Stored records:
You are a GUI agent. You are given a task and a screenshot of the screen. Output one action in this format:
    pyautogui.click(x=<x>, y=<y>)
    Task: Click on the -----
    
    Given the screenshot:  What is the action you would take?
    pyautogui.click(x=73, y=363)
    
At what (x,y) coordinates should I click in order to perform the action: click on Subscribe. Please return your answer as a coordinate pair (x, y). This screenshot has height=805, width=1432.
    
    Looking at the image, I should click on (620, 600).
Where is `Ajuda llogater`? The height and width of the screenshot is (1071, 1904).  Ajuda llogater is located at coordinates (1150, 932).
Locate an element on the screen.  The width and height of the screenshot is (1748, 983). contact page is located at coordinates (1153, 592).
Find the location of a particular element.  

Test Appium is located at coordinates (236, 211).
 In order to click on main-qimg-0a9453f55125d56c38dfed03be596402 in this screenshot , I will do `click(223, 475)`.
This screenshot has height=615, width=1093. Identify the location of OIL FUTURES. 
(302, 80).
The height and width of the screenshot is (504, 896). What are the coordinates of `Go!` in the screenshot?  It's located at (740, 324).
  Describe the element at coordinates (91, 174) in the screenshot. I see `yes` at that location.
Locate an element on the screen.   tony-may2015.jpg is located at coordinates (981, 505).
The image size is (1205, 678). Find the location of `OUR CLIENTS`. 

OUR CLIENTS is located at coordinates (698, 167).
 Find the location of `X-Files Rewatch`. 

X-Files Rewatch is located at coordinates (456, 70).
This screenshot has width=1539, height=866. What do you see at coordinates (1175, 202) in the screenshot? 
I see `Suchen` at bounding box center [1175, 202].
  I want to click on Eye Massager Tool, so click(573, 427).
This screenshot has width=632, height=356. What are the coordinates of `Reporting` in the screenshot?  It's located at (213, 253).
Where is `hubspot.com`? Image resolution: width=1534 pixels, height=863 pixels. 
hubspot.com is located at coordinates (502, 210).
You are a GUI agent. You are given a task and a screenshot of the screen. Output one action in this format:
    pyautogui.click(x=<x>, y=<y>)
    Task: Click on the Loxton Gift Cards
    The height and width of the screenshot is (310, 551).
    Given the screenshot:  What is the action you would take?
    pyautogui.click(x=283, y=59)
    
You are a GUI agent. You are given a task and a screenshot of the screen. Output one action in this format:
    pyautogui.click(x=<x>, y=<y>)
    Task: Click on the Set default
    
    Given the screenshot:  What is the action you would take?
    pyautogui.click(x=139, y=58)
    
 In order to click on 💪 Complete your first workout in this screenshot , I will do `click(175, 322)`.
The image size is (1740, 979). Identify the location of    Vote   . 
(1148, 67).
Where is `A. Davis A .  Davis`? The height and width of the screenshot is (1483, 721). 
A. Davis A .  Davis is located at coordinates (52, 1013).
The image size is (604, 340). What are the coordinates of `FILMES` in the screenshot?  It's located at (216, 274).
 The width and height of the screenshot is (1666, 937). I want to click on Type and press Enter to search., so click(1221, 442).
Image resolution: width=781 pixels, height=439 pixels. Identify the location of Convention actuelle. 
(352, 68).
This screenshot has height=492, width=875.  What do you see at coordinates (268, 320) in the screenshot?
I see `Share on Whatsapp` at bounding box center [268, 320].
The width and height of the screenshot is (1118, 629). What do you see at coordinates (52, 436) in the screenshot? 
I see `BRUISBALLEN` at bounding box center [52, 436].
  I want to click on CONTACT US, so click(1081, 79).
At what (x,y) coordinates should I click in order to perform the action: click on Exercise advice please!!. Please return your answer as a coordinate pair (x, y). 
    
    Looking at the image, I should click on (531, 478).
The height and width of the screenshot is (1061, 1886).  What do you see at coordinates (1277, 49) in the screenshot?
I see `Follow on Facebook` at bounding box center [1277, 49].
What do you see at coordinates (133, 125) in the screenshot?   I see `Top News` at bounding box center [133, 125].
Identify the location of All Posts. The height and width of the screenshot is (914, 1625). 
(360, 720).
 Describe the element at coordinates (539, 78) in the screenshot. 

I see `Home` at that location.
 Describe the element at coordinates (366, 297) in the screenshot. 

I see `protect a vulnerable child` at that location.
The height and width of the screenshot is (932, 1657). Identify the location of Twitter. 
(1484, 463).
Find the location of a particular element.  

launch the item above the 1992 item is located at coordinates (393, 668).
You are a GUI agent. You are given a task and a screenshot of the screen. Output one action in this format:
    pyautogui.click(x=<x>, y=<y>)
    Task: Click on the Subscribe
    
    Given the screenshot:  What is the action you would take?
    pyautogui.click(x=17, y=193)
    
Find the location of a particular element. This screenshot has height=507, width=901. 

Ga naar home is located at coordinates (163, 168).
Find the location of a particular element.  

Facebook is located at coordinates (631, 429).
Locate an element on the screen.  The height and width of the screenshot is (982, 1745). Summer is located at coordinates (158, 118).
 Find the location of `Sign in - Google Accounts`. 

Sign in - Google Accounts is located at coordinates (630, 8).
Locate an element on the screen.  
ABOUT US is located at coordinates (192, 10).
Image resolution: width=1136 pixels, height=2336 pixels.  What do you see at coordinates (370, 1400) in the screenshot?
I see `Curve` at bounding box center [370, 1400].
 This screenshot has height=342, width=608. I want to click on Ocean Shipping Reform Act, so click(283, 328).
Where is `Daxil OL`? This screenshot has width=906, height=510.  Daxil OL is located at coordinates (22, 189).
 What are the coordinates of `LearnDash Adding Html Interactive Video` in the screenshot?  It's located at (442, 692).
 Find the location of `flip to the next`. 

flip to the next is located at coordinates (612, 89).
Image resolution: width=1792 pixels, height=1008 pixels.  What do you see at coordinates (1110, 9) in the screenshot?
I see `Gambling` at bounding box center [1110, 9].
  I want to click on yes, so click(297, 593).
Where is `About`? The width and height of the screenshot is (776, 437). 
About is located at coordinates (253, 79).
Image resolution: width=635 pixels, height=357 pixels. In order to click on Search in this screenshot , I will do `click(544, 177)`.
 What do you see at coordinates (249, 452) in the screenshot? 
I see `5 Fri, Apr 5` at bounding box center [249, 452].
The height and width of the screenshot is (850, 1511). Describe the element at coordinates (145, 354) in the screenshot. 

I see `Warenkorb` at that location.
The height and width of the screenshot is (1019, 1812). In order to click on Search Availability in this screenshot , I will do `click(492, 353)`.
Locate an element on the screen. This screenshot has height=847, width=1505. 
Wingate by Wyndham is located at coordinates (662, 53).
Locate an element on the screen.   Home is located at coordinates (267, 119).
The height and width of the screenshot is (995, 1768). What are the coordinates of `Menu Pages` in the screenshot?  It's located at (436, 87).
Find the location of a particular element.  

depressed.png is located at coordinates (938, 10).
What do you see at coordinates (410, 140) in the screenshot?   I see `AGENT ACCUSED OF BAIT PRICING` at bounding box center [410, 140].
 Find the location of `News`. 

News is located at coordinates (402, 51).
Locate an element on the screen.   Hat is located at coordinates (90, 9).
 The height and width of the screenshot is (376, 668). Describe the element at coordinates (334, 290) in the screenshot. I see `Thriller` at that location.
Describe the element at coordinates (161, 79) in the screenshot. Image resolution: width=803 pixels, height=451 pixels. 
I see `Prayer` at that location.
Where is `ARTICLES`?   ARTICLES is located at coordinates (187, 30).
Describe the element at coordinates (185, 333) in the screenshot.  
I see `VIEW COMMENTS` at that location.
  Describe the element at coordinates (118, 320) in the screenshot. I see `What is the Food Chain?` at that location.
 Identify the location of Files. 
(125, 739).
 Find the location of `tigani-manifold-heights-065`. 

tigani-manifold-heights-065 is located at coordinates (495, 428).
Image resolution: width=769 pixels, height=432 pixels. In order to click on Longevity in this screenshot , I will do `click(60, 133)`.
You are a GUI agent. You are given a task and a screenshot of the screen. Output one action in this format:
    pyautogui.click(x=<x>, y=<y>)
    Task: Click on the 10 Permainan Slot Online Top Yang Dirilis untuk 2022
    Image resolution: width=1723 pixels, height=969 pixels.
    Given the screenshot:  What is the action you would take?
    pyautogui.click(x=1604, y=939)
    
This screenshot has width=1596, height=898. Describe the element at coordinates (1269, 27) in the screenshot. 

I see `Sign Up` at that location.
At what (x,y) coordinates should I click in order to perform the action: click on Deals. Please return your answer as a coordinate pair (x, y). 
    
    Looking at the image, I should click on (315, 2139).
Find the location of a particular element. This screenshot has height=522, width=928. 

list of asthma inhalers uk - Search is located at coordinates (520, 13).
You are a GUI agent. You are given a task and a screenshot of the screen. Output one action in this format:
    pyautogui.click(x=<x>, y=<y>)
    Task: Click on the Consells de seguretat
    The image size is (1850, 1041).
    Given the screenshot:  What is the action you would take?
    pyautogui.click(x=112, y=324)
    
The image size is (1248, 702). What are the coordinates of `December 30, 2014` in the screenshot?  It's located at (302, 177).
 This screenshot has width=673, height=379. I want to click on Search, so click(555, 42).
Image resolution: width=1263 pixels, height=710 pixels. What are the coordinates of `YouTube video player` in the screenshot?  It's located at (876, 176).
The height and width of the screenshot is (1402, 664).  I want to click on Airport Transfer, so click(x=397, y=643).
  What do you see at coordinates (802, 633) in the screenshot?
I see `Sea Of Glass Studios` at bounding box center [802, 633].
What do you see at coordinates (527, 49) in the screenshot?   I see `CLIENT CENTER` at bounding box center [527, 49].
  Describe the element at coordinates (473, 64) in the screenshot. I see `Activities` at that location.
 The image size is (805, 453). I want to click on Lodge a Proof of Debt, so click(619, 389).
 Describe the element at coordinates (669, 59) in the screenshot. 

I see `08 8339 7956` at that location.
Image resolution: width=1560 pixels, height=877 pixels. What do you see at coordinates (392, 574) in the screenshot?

■ ABOUT THIS TASK
Identify the lines of the entries containing the string "will". Copy each such line.

■ SOLUTION
 In order to click on main-qimg-0a9453f55125d56c38dfed03be596402 in this screenshot , I will do `click(223, 475)`.
 In order to click on 💪 Complete your first workout in this screenshot , I will do `click(175, 322)`.
Image resolution: width=635 pixels, height=357 pixels. In order to click on Search in this screenshot , I will do `click(544, 177)`.
The height and width of the screenshot is (1019, 1812). In order to click on Search Availability in this screenshot , I will do `click(492, 353)`.
Image resolution: width=769 pixels, height=432 pixels. In order to click on Longevity in this screenshot , I will do `click(60, 133)`.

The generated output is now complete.